Dividends and Billion Dollar Lessons part 3

From the book called Billion Dollar Lessons by Paul Carroll and Chunka Mui, Portfolio Books, 2008. The book is subtitled What Can You Learn for the Most Inexcusable Business Failures of the last 25 Years.

All of the world knows Deadly Strategy number 2 – the financial engineering known as the subprime mortgage bubble is the best example. Giving a mortgage out with no income, expecting property values to rise and securitizing those loans to the world on the basis if it is off my balance sheet who cares. The underlying premise was for years most people paid their mortgages, although that was because the previous system needed both income and a downpayment. The end result many billions were lost. Unfortunately, there are a great many other examples such as Green Tree Financial and Conseco. Green Tree gave mortgages out on mobile homes, which is an asset similar to a car and has a lifespan of 10 -15 years not the 30 years of a house and a house often times increases in value over time. .It was less expensive to declared bankruptcy than to pay the mortgage on a declining asset. Somehow Conseco missed this fact; it was lured in by the high returns Green Tree was reporting. The returns soured and Conseco ended up losing billions.
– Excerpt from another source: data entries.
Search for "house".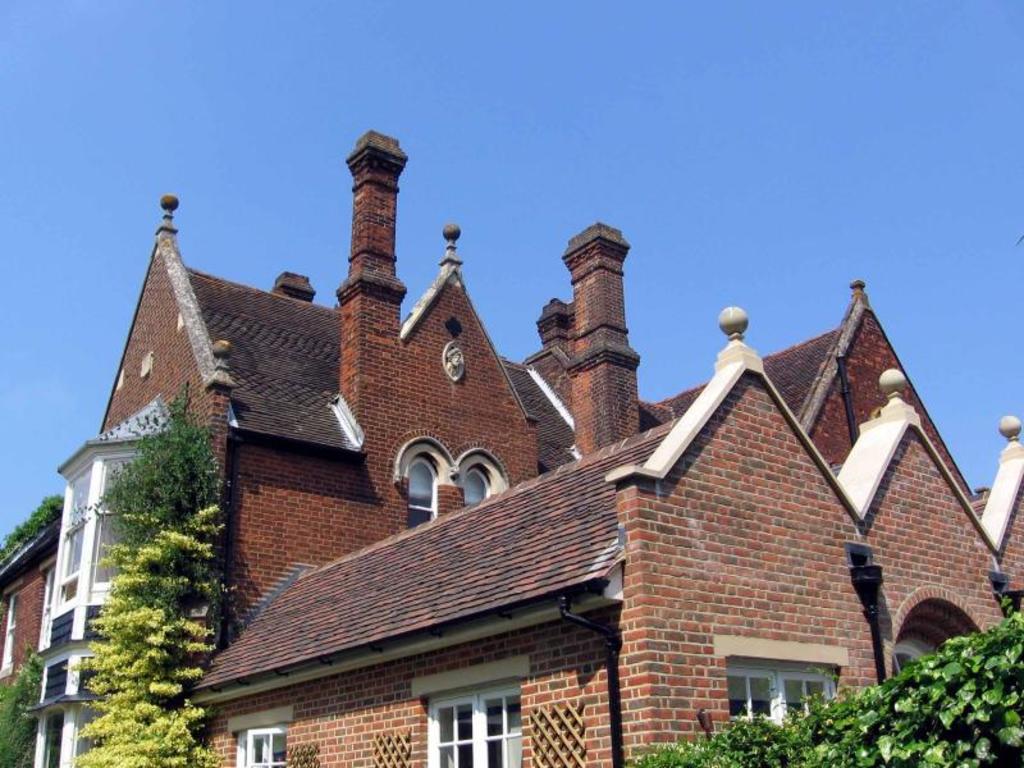
Found at [x1=0, y1=137, x2=1023, y2=767].
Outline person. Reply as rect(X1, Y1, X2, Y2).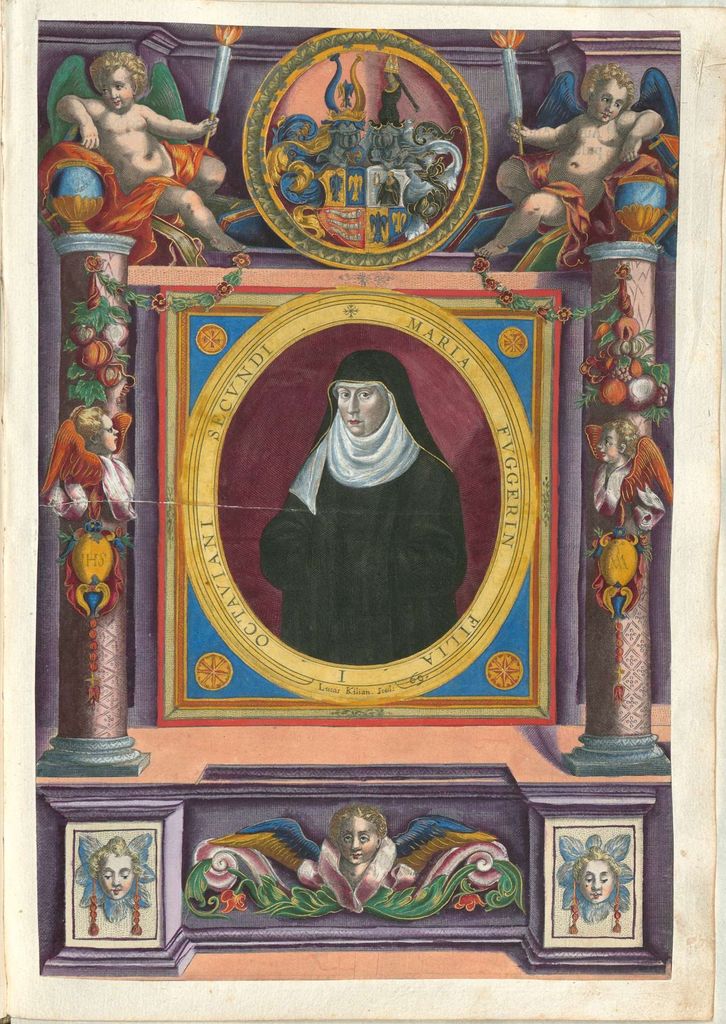
rect(324, 804, 386, 876).
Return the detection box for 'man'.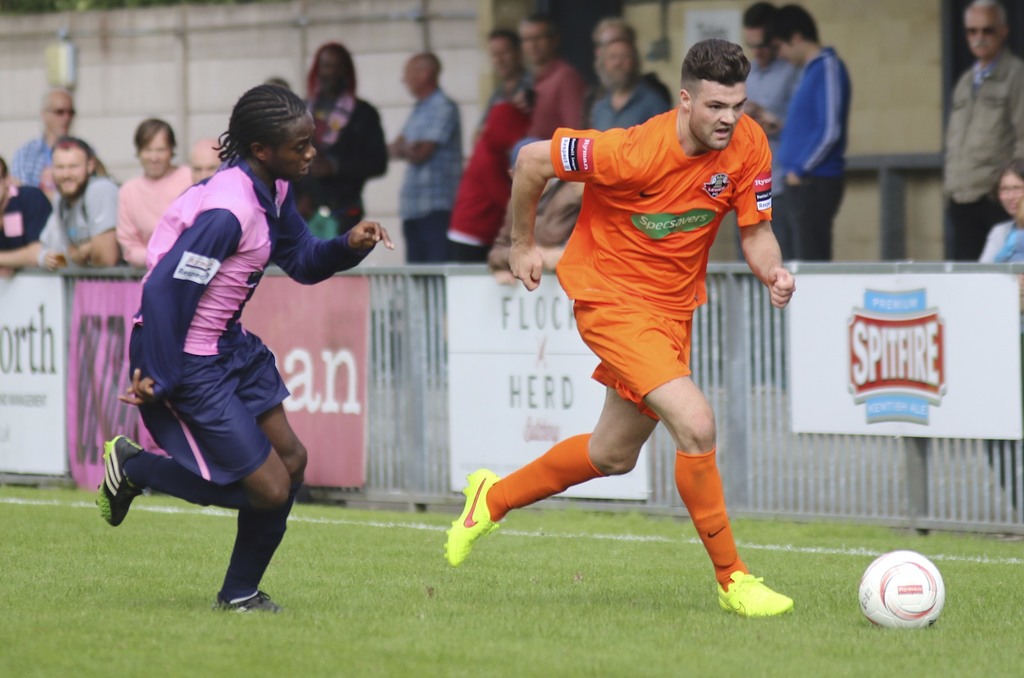
[520,19,591,141].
A variety of companies issue credit cards, some people do not pay them back and the company has to write it off. In 2000 VISA reported writeoffs of  6.7%, Target at 6.4%, Spiegel was 1.3%. By 2003 Spiegel was in bankruptcy as the numbers were lies

Heilig-Meyers spent 90 years being the small town furniture retailer, then they started going to the large urban areas with no competitive advantage. Credit terms became easier, fewer people paid and then the company tried to go upscale. Its customers did not like it and the chain was soon bankrupt .At the time 1 in 9 Americans who went bankrupt was holding a Heilig-Meyers credit card.

Tyco grew by acquisition and its stock price increased with each acquisition. The acquisition had to grow larger each time, the company was aggressive in accounting until it was no longer a secret and down it went.

Amerco, the holding company of U-Haul took on too much debt, on the advice of its auditors set up off-balance sheet SPE (Special Purpose Entities) to hold the debt. .After the Enron collapse, the SPEs had to come back to the balance sheet and the bankers were aghast, too much debt, means less credit from the bank.  The end of company happened fast.